Touching, smelling, tasting, these sensory charges, they don’t permeate, they’re certainly not some magic elixir, and they definitely won’t shake your soul’s core. But the connections I made to each individual in this group, my movie picture mind plays back all these fractured, little rememberings…

* A poetic blessing (as tradition calls for) of our final night’s meal, expertly, chef-prepared haggis;
* A 15k run, a distance longer than a few thought themselves capable of, and a moment you watched and just knew would be the foundational confidence-build to go farther tomorrow;
* Watching someone carefully, beautifully explain the most horrific loss imaginable, and do it plainly with the air of a mystic, a knowing smile and warm, emotional eyes, insistent that those moments, that grade of devastation, has made them better, has given them a strength for tomorrow and well beyond…
* Remembering how our trip began, that principal address outside of a boutique coffee roaster in Glasgow, our eager-smiling faces surveying the group, imagining who these new friends were to be, the places they’d seen, experiences they had. To the totally new light we’d see each other in at the end, how all of those imaginings of Who, What, Why were replaced by They are, They have, They will, as we saw in short time just how capable we, each of us, were.
This onward and always will be my Scotland, the one I’ll tell my kids about. To hell with the stories and anecdotes I was tendered as a kid. And as I dwell on all these words, wowed at the many ways my gullible mind is duped by my stupid heart, I’m toggling between Whatsapp and IG, cracking some jokes, eyes a’smiling taking in some lost images from someone’s phone from the experience. The periodic checking-in by my new fam, Familia as Aire terms it, two months removed, hasn’t let up one iota.

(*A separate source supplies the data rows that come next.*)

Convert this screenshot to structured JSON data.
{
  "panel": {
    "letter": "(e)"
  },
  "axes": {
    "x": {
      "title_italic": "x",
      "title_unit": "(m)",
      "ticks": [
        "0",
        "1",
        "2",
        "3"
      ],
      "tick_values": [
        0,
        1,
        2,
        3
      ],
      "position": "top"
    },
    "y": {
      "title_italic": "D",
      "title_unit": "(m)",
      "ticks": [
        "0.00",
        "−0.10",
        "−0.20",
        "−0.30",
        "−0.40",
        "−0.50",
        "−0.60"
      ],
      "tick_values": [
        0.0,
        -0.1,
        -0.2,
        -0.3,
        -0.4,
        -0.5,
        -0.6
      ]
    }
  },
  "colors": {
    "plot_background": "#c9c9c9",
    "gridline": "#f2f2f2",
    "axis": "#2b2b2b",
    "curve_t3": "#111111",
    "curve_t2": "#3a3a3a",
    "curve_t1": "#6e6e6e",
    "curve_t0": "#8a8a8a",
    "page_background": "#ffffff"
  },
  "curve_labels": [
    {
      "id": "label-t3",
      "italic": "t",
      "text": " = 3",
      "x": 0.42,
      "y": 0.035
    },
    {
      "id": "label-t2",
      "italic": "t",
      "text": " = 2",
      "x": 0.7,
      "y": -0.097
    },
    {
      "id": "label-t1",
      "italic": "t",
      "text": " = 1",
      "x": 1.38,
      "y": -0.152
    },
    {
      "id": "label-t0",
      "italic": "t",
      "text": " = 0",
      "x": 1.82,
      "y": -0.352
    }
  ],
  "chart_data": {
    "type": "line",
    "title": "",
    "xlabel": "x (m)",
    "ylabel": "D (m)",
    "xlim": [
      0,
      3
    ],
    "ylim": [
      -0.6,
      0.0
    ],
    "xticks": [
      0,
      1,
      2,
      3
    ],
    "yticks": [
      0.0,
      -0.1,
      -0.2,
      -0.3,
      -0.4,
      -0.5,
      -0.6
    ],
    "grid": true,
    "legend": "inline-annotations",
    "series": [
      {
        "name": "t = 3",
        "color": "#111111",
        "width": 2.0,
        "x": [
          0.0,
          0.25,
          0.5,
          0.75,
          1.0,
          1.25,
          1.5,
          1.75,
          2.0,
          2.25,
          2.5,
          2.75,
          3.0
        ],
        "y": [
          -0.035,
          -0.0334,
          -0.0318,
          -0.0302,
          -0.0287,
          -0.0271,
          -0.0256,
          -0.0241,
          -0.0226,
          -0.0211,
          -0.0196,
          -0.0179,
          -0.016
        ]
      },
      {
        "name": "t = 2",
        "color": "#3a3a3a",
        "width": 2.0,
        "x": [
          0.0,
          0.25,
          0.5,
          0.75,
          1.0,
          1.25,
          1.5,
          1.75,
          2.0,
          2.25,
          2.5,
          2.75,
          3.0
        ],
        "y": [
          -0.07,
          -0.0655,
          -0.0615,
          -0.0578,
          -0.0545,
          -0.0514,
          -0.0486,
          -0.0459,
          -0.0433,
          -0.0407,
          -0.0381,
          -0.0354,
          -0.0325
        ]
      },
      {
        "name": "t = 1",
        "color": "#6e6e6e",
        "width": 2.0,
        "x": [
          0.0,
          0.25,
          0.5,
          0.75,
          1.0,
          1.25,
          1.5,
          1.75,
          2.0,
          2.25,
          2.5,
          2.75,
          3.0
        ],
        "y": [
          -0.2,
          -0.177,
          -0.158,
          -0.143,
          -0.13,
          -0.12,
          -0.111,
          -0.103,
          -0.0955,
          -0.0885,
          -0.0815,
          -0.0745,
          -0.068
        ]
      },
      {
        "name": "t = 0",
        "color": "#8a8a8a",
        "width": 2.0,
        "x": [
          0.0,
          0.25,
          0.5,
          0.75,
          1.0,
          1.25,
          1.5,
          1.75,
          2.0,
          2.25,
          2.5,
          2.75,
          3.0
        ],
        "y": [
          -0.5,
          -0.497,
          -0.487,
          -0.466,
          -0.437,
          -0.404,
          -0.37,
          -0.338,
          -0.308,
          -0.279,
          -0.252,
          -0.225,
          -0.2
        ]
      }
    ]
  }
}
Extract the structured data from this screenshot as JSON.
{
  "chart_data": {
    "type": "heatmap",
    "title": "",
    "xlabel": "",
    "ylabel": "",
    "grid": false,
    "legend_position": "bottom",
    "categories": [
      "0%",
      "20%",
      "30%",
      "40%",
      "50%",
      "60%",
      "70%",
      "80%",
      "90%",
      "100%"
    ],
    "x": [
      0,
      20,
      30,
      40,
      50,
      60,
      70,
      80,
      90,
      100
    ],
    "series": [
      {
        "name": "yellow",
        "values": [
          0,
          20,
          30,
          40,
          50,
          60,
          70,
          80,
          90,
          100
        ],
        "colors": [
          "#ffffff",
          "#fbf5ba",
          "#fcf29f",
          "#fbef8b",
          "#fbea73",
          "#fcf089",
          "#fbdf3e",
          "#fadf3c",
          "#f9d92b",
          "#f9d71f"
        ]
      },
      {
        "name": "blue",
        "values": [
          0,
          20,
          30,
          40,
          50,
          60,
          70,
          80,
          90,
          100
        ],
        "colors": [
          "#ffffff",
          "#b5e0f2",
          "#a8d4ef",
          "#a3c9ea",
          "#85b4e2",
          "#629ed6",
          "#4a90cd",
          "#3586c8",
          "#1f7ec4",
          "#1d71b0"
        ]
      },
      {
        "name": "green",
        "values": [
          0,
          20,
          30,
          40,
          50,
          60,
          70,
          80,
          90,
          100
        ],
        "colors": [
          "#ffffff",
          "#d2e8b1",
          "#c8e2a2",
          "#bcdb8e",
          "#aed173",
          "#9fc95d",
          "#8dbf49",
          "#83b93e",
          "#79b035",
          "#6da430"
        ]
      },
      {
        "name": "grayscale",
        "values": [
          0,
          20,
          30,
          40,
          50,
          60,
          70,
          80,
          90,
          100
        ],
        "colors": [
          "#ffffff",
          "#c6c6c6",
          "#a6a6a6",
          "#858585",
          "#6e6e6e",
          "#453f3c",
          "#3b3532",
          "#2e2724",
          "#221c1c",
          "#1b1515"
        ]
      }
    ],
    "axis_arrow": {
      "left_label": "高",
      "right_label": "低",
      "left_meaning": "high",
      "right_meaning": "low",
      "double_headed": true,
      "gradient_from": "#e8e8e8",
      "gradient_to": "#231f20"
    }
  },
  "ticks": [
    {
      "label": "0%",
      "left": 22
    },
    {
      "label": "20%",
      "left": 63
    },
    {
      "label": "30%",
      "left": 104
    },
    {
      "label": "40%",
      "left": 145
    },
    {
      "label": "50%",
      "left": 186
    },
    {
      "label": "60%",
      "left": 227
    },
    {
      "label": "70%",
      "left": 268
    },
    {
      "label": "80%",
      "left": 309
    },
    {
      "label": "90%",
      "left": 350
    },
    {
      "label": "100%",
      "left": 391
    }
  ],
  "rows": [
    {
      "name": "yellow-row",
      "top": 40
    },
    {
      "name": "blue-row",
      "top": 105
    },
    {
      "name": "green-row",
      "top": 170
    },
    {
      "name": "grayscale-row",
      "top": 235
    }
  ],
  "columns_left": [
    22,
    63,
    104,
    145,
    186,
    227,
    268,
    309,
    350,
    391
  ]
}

“after great pain, a formal feeling comes–”
–emily dickinson
This is not a travel journal. Just some simple ramblings of an inordinately messy thinker/romantic/incomplete/know-nothing. With a failed relationship you misplace a few pieces of yourself. But. Mending hearts most always repair on their own, and the process is impossible to speed along. My heart, however, while writing this, is full, recalling my travel mates, and that reticence of meeting strangers on day one, to the hardy hugs, the promises to meet again as we farewell’d each other at the train station. My desire to see more, to open up bigger, be a better listener and friend, it’s All-Time. That’s the power of communing, the healing force of community. So thank you, Scotland, Fatherland. You’ll forever be a place bound to heartache, but that heartache was given generous air space, not stifled, was encouraged to grieve, to ebb and flow as needed. Movement, nature, humanity at its highest ideal… Now what can’t that heal?
about the author
gordon is a ten-year transplant to los angeles where he has become a student of running. he's a newly dubbed ambassador for tracksmith, proud ciele FAM, and a co-director for LA's unsanctioned race series, take the bridge. but aire libre Experiences are where he finds his real zen, showing him that running is well more than numbers and tape-breaking. film & cinema is his number one passion, but he also nerds out on bio-hacking, enjoys puffing cigars and contemplating his next tattoo.